Tahsin Özcan was born in 1967, in Sivas. After earning a BA from the School of Divinity at Marmara University in 1989, he obtained an MA in Economic History from the Institute of Social Sciences at the same university, in 1991. From 1993 to 1994, he studied English in the UK and was a post-graduate visiting student at Warwick University. In 1997, he obtained his Ph.D. in Economic History from the Marmara University Institute of Social Sciences with a doctoral dissertation entitled, Osmanlı Para Vakıfları: Kanuni Dönemi(1520-1566) Üsküdar Örneği (Ottoman Cash Waqfs in Üsküdar during the Reign of Süleyman the Magnificent), which was later published in 2003 as was another of his works, Fetvalar Işığında Osmanlı Esnafı (Ottoman Tradesmen in the Light of Fetwas). Özcan went on to specialize in the history of Ottoman institutions and civilization and was promoted to associate professor in 2004. He has contributed several sections to the Turkish Divinity Foundation’s Islam Encyclopedia (DİA), and has published a number of articles, almost all on the topic of Ottoman financial history. He has been a member of the Turkish History and Civilization Science Board at İSAM (Center for Islamic Studies) since 2001.

Doctoral Dissertation

Hüseyin Al, Ondokuzuncu Yüzyılda Ülke Riski, Finans Politik, İngiliz Tahvil Sahipleri ve Babıali (Country Risk, Finance Politics, British Foreign Bond Owners and the Sublime Porte in the 19th Century) Ph.D. Thesis in Economic History from the Institute of Social Sciences at Istanbul University, 2005.
Hüseyin Al’s Ph.D. thesis is a comparative analysis of state borrowing in the period spanning the beginning of the 19th century to its last quarter.

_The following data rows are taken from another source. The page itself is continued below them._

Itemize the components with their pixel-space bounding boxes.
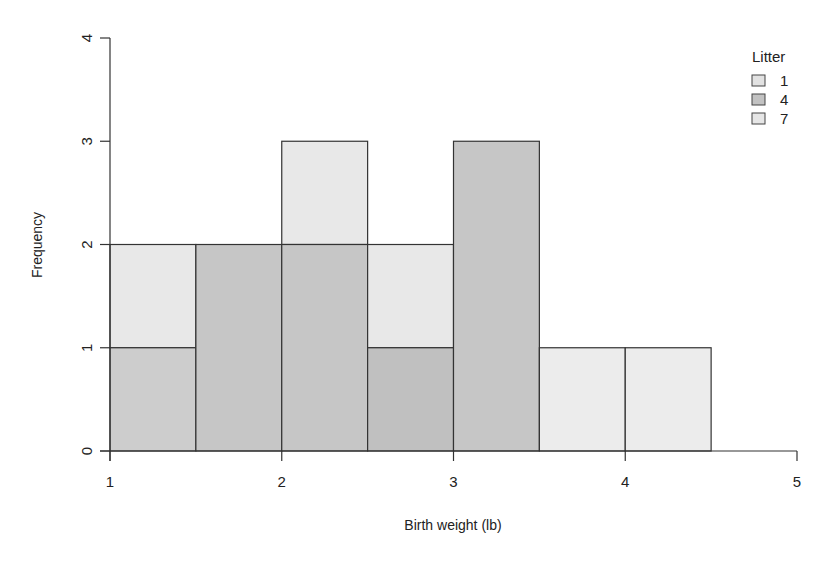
y-tick-label: 3 [78,137,95,145]
y-tick-label: 2 [78,240,95,248]
histogram-bar [196,245,282,452]
y-tick-label: 4 [78,34,95,42]
legend-title: Litter [752,48,785,65]
y-axis-title: Frequency [29,212,45,278]
y-tick-label: 0 [78,447,95,455]
y-tick-label: 1 [78,344,95,352]
legend-swatch [752,75,765,86]
histogram-bar [110,348,196,451]
x-tick-label: 5 [793,473,801,490]
histogram-bar [368,245,454,348]
histogram-bar [282,141,368,244]
legend-label: 4 [780,91,788,108]
histogram-bar [110,245,196,348]
histogram-bar [368,348,454,451]
legend-swatch [752,94,765,105]
histogram-bar [539,348,625,451]
x-tick-label: 4 [621,473,629,490]
legend-label: 1 [780,72,788,89]
legend: Litter 147 [752,48,788,127]
histogram-chart: 1234501234 Birth weight (lb) Frequency L… [0,0,830,563]
histogram-bar [625,348,711,451]
x-tick-label: 1 [106,473,114,490]
histogram-bars [110,141,711,451]
legend-label: 7 [780,110,788,127]
x-tick-label: 2 [278,473,286,490]
histogram-bar [454,141,540,451]
histogram-bar [282,245,368,452]
x-axis-title: Birth weight (lb) [404,517,501,533]
legend-swatch [752,113,765,124]
x-tick-label: 3 [449,473,457,490]
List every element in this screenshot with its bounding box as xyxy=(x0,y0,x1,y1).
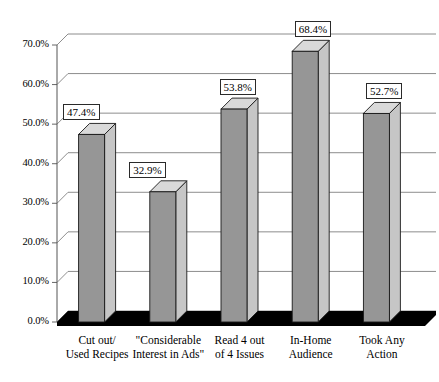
category-label-line: Took Any xyxy=(322,333,439,347)
bar-column xyxy=(221,98,258,322)
y-axis-label-70: 70.0% xyxy=(22,38,49,49)
y-axis-label-30: 30.0% xyxy=(22,196,49,207)
bar-value-label: 47.4% xyxy=(63,104,99,120)
y-axis-label-40: 40.0% xyxy=(22,157,49,168)
y-axis-label-10: 10.0% xyxy=(22,275,49,286)
bar-value-label: 52.7% xyxy=(366,83,402,99)
y-axis-label-60: 60.0% xyxy=(22,78,49,89)
chart-plot-area xyxy=(0,0,439,382)
bar-value-label: 53.8% xyxy=(220,79,256,95)
bar-column xyxy=(79,123,116,322)
x-axis-category-label: Took AnyAction xyxy=(322,333,439,361)
bar-column xyxy=(363,102,400,322)
category-label-line: Action xyxy=(322,347,439,361)
y-axis-label-20: 20.0% xyxy=(22,236,49,247)
y-axis-label-50: 50.0% xyxy=(22,117,49,128)
bar-chart: 0.0%10.0%20.0%30.0%40.0%50.0%60.0%70.0% … xyxy=(0,0,439,382)
bar-column xyxy=(292,40,329,322)
bar-value-label: 32.9% xyxy=(129,162,165,178)
y-axis-label-0: 0.0% xyxy=(28,315,49,326)
bar-value-label: 68.4% xyxy=(295,21,331,37)
bar-column xyxy=(150,181,187,322)
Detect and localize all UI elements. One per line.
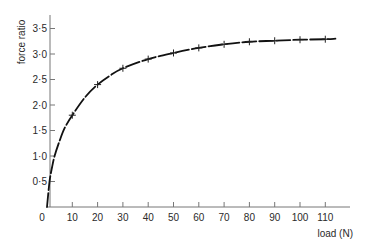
y-tick-label: 2·0 <box>33 100 48 111</box>
y-tick-label: 1·0 <box>33 151 48 162</box>
data-point-marker <box>246 38 253 45</box>
y-tick-label: 0·5 <box>33 176 48 187</box>
data-point-marker <box>322 36 329 43</box>
y-axis-title: force ratio <box>16 19 27 64</box>
x-tick-label: 50 <box>168 212 180 223</box>
x-tick-label: 80 <box>244 212 256 223</box>
x-tick-label: 40 <box>143 212 155 223</box>
x-axis: 0102030405060708090100110 load (N) <box>39 202 353 239</box>
data-point-marker <box>145 56 152 63</box>
x-tick-label: 110 <box>317 212 333 223</box>
data-point-marker <box>297 36 304 43</box>
fitted-curve <box>47 39 335 207</box>
force-ratio-chart: 0·51·01·52·02·53·03·5 force ratio 010203… <box>0 0 372 245</box>
x-tick-label: 30 <box>117 212 129 223</box>
data-point-marker <box>170 49 177 56</box>
y-tick-label: 3·0 <box>33 49 48 60</box>
x-tick-label: 60 <box>193 212 205 223</box>
x-axis-ticks: 0102030405060708090100110 <box>39 202 333 223</box>
data-point-marker <box>195 44 202 51</box>
plot-area <box>47 36 335 207</box>
x-tick-label: 20 <box>92 212 104 223</box>
data-point-marker <box>119 65 126 72</box>
x-tick-label: 90 <box>269 212 281 223</box>
x-axis-title: load (N) <box>317 228 353 239</box>
data-point-marker <box>271 37 278 44</box>
y-tick-label: 1·5 <box>33 125 48 136</box>
x-tick-label: 100 <box>292 212 309 223</box>
x-tick-label: 70 <box>219 212 231 223</box>
y-tick-label: 2·5 <box>33 74 48 85</box>
y-tick-label: 3·5 <box>33 23 48 34</box>
x-tick-label: 0 <box>39 212 45 223</box>
x-tick-label: 10 <box>67 212 79 223</box>
y-axis-ticks: 0·51·01·52·02·53·03·5 <box>33 23 55 187</box>
data-point-marker <box>221 41 228 48</box>
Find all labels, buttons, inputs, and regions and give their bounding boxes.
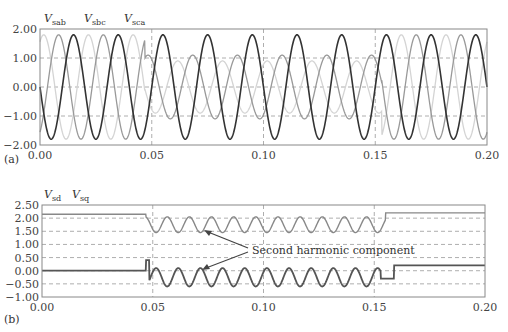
legend-label: Vsq bbox=[72, 188, 89, 203]
x-tick-label: 0.10 bbox=[251, 149, 276, 162]
y-tick-label: −1.00 bbox=[3, 110, 37, 123]
x-tick-label: 0.15 bbox=[363, 149, 388, 162]
y-tick-label: 2.50 bbox=[15, 199, 40, 212]
y-tick-label: 0.00 bbox=[15, 265, 40, 278]
panel-a-chart: 2.001.000.00−1.00−2.00 0.000.050.100.150… bbox=[3, 12, 499, 166]
panel-b-x-ticks: 0.000.050.100.150.20 bbox=[30, 301, 498, 314]
panel-a-y-ticks: 2.001.000.00−1.00−2.00 bbox=[3, 23, 37, 152]
panel-b-label: (b) bbox=[4, 313, 20, 326]
annotation-text: Second harmonic component bbox=[252, 244, 415, 257]
panel-a-label: (a) bbox=[4, 153, 19, 166]
x-tick-label: 0.05 bbox=[140, 149, 165, 162]
panel-b-y-ticks: 2.502.001.501.000.500.00−0.50−1.00 bbox=[5, 199, 39, 304]
legend-label: Vsab bbox=[44, 12, 66, 27]
x-tick-label: 0.20 bbox=[475, 149, 500, 162]
panel-b-chart: 2.502.001.501.000.500.00−0.50−1.00 0.000… bbox=[4, 188, 497, 326]
figure: 2.001.000.00−1.00−2.00 0.000.050.100.150… bbox=[0, 0, 508, 332]
panel-a-legend: VsabVsbcVsca bbox=[44, 12, 146, 27]
x-tick-label: 0.00 bbox=[28, 149, 53, 162]
y-tick-label: 2.00 bbox=[13, 23, 38, 36]
annotation-arrow-lower bbox=[206, 252, 248, 268]
y-tick-label: 1.00 bbox=[13, 52, 38, 65]
y-tick-label: 2.00 bbox=[15, 212, 40, 225]
annotation-arrow-upper bbox=[208, 232, 248, 248]
legend-label: Vsd bbox=[44, 188, 61, 203]
x-tick-label: 0.15 bbox=[362, 301, 387, 314]
legend-label: Vsca bbox=[124, 12, 146, 27]
second-harmonic-annotation: Second harmonic component bbox=[202, 230, 415, 270]
x-tick-label: 0.10 bbox=[251, 301, 276, 314]
panel-a-x-ticks: 0.000.050.100.150.20 bbox=[28, 149, 500, 162]
x-tick-label: 0.00 bbox=[30, 301, 55, 314]
panel-b-legend: VsdVsq bbox=[44, 188, 89, 203]
y-tick-label: 0.00 bbox=[13, 81, 38, 94]
legend-label: Vsbc bbox=[84, 12, 106, 27]
y-tick-label: 1.50 bbox=[15, 225, 40, 238]
x-tick-label: 0.20 bbox=[473, 301, 498, 314]
y-tick-label: 1.00 bbox=[15, 238, 40, 251]
x-tick-label: 0.05 bbox=[141, 301, 166, 314]
y-tick-label: 0.50 bbox=[15, 252, 40, 265]
y-tick-label: −0.50 bbox=[5, 278, 39, 291]
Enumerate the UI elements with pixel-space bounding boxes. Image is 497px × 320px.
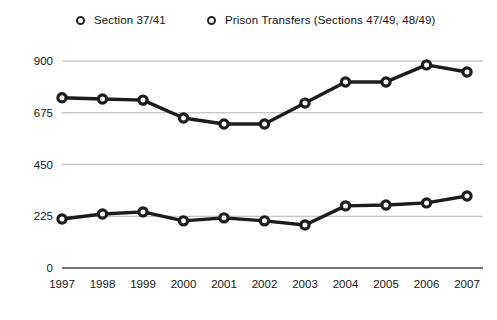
data-point-marker bbox=[260, 120, 268, 128]
x-tick-label: 1998 bbox=[80, 278, 126, 290]
x-tick-label: 2000 bbox=[161, 278, 207, 290]
x-tick-label: 1997 bbox=[39, 278, 85, 290]
x-tick-label: 2006 bbox=[404, 278, 450, 290]
y-tick-label: 675 bbox=[13, 107, 53, 119]
series-section-37-41 bbox=[58, 192, 471, 229]
x-tick-label: 2005 bbox=[363, 278, 409, 290]
data-point-marker bbox=[463, 192, 471, 200]
x-tick-label: 2003 bbox=[282, 278, 328, 290]
data-point-marker bbox=[58, 94, 66, 102]
data-point-marker bbox=[220, 214, 228, 222]
y-tick-label: 0 bbox=[13, 262, 53, 274]
line-chart: Section 37/41 Prison Transfers (Sections… bbox=[0, 0, 497, 320]
data-point-marker bbox=[179, 114, 187, 122]
data-point-marker bbox=[341, 78, 349, 86]
x-tick-label: 2002 bbox=[242, 278, 288, 290]
data-point-marker bbox=[179, 217, 187, 225]
data-point-marker bbox=[139, 96, 147, 104]
data-point-marker bbox=[260, 217, 268, 225]
data-point-marker bbox=[422, 199, 430, 207]
plot-canvas bbox=[0, 0, 497, 320]
data-point-marker bbox=[98, 95, 106, 103]
series-prison-transfers bbox=[58, 61, 471, 128]
data-point-marker bbox=[382, 78, 390, 86]
x-tick-label: 2007 bbox=[444, 278, 490, 290]
plot-area: 0225450675900 19971998199920002001200220… bbox=[0, 0, 497, 320]
data-point-marker bbox=[58, 215, 66, 223]
data-point-marker bbox=[301, 99, 309, 107]
y-tick-label: 450 bbox=[13, 159, 53, 171]
data-point-marker bbox=[382, 201, 390, 209]
data-point-marker bbox=[341, 202, 349, 210]
data-point-marker bbox=[98, 210, 106, 218]
series-line bbox=[62, 65, 467, 124]
data-point-marker bbox=[139, 208, 147, 216]
y-tick-label: 225 bbox=[13, 210, 53, 222]
x-tick-label: 2001 bbox=[201, 278, 247, 290]
data-point-marker bbox=[301, 221, 309, 229]
y-tick-label: 900 bbox=[13, 55, 53, 67]
data-point-marker bbox=[463, 68, 471, 76]
x-tick-label: 2004 bbox=[323, 278, 369, 290]
data-point-marker bbox=[422, 61, 430, 69]
data-point-marker bbox=[220, 120, 228, 128]
x-tick-label: 1999 bbox=[120, 278, 166, 290]
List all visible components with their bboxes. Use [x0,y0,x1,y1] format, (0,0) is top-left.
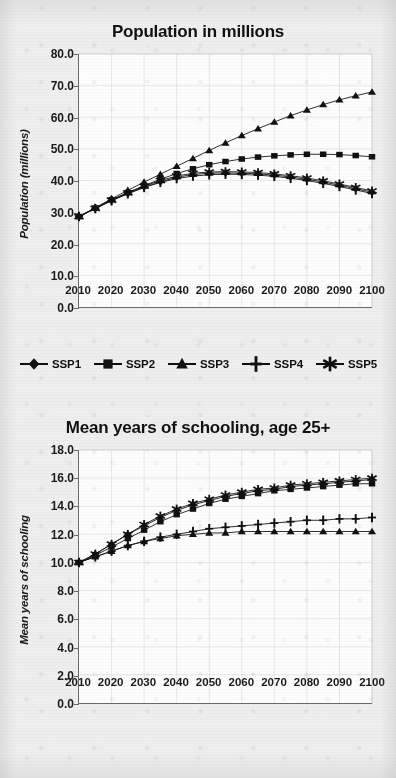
y-tick-label: 8.0 [57,584,74,598]
chart-panel-schooling: Mean years of schooling, age 25+ Mean ye… [0,392,396,778]
x-tick-label: 2100 [359,676,385,688]
x-tick-label: 2060 [229,284,255,296]
x-tick-label: 2040 [163,284,189,296]
legend-marker-plus-icon [241,356,271,372]
x-tick-label: 2050 [196,676,222,688]
x-tick-label: 2010 [65,284,91,296]
y-tick-label: 0.0 [57,301,74,315]
plot-canvas-schooling [78,450,372,704]
y-tick-label: 6.0 [57,612,74,626]
x-axis-labels-schooling: 2010202020302040205020602070208020902100 [78,676,372,696]
chart-title-population: Population in millions [0,0,396,42]
y-tick-label: 20.0 [51,238,74,252]
y-tick-label: 60.0 [51,111,74,125]
y-tick-label: 50.0 [51,142,74,156]
legend-item-ssp5: SSP5 [315,356,377,372]
y-tick-label: 10.0 [51,269,74,283]
chart-panel-population: Population in millions Population (milli… [0,0,396,392]
legend-item-ssp2: SSP2 [93,356,155,372]
legend-label: SSP4 [274,358,303,370]
legend-item-ssp1: SSP1 [19,356,81,372]
x-tick-label: 2060 [229,676,255,688]
legend-marker-asterisk-icon [315,356,345,372]
y-axis-labels-population: 0.010.020.030.040.050.060.070.080.0 [22,54,74,308]
y-tick-label: 10.0 [51,556,74,570]
chart-title-schooling: Mean years of schooling, age 25+ [0,392,396,438]
chart-legend: SSP1SSP2SSP3SSP4SSP5 [0,356,396,372]
y-tick-label: 80.0 [51,47,74,61]
legend-label: SSP5 [348,358,377,370]
legend-item-ssp4: SSP4 [241,356,303,372]
y-tick-mark [74,704,79,705]
x-tick-label: 2050 [196,284,222,296]
y-tick-label: 18.0 [51,443,74,457]
legend-marker-square-icon [93,356,123,372]
x-tick-label: 2080 [294,676,320,688]
x-tick-label: 2100 [359,284,385,296]
x-tick-label: 2080 [294,284,320,296]
legend-item-ssp3: SSP3 [167,356,229,372]
y-axis-labels-schooling: 0.02.04.06.08.010.012.014.016.018.0 [22,450,74,704]
plot-canvas-population [78,54,372,308]
legend-label: SSP3 [200,358,229,370]
legend-marker-triangle-icon [167,356,197,372]
legend-label: SSP1 [52,358,81,370]
x-tick-label: 2020 [98,676,124,688]
legend-marker-diamond-icon [19,356,49,372]
x-axis-labels-population: 2010202020302040205020602070208020902100 [78,284,372,304]
x-tick-label: 2030 [131,676,157,688]
x-tick-label: 2090 [327,676,353,688]
x-tick-label: 2010 [65,676,91,688]
y-tick-label: 0.0 [57,697,74,711]
legend-label: SSP2 [126,358,155,370]
plot-area-population: Population (millions) 0.010.020.030.040.… [0,48,396,320]
y-tick-label: 16.0 [51,471,74,485]
y-tick-mark [74,308,79,309]
y-tick-label: 12.0 [51,528,74,542]
y-tick-label: 14.0 [51,499,74,513]
y-tick-label: 4.0 [57,641,74,655]
x-tick-label: 2070 [261,284,287,296]
x-tick-label: 2070 [261,676,287,688]
x-tick-label: 2030 [131,284,157,296]
y-tick-label: 30.0 [51,206,74,220]
x-tick-label: 2020 [98,284,124,296]
y-tick-label: 70.0 [51,79,74,93]
x-tick-label: 2090 [327,284,353,296]
y-tick-label: 40.0 [51,174,74,188]
x-tick-label: 2040 [163,676,189,688]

At one level, the study examines the circumstances under which foreign investors made a decision to buy bonds,  the degree of creditor intervention in market mechanisms, the specific clauses that figured in loan contracts other than those already a part of international standard applications, and to what extent these special provisions could be applied.
At another level, it contrasts the Ottoman state borrowing experience with that of other debtor countries of the time, focusing on similarities and discrepancies.

Through this comparative analysis, Al attempts to determine whether the Ottoman State did in fact receive differential treatment in negotiating debt.

Hüseyin Al was born in1969 in Boyabat (Sinop). After completing the Ankara Maliye Meslek  vocational high school in 1986, he served for close to a year as treasurer of stamps and valuable documents in the Kartal tax and finance office of the Istanbul Treasury. Following his graduation from the Department of Finance at Hacettepe University in 1991, he worked for a while in the Department of External Affairs in the Turkish Ministry of Finance. In 1992, he began to serve on the Board of Certified Public Accountants for the Undersecreteriat of the Turkish Treasury and since 2000, he has been serving on said undersecretariat’s Banking Regulation and Supervision Committee. Al began his academic career at Istanbul University, in 1995 and earned his MA, in 1997, from the Institute of Social Sciences, with a dissertation entitled Tanzimat Dönemi Bankacılık Faaliyetleri (Banking Activities during the Tanzimat). From 1997 to 1998, he taught courses in Banking Law and Banking and Financial Institutions at the Faculty of Political Science of the same university. In 2005, he obtained an MA in Management from the University of Illinois at Urbana-Champaign, and was made member of Beta Gamma Sigma in recognition of his outstanding academic achievements. Al, who is currently a member of the Banking Regulation and Supervision Committee, has published close to twenty works, most of them on 19th century Ottoman financial history.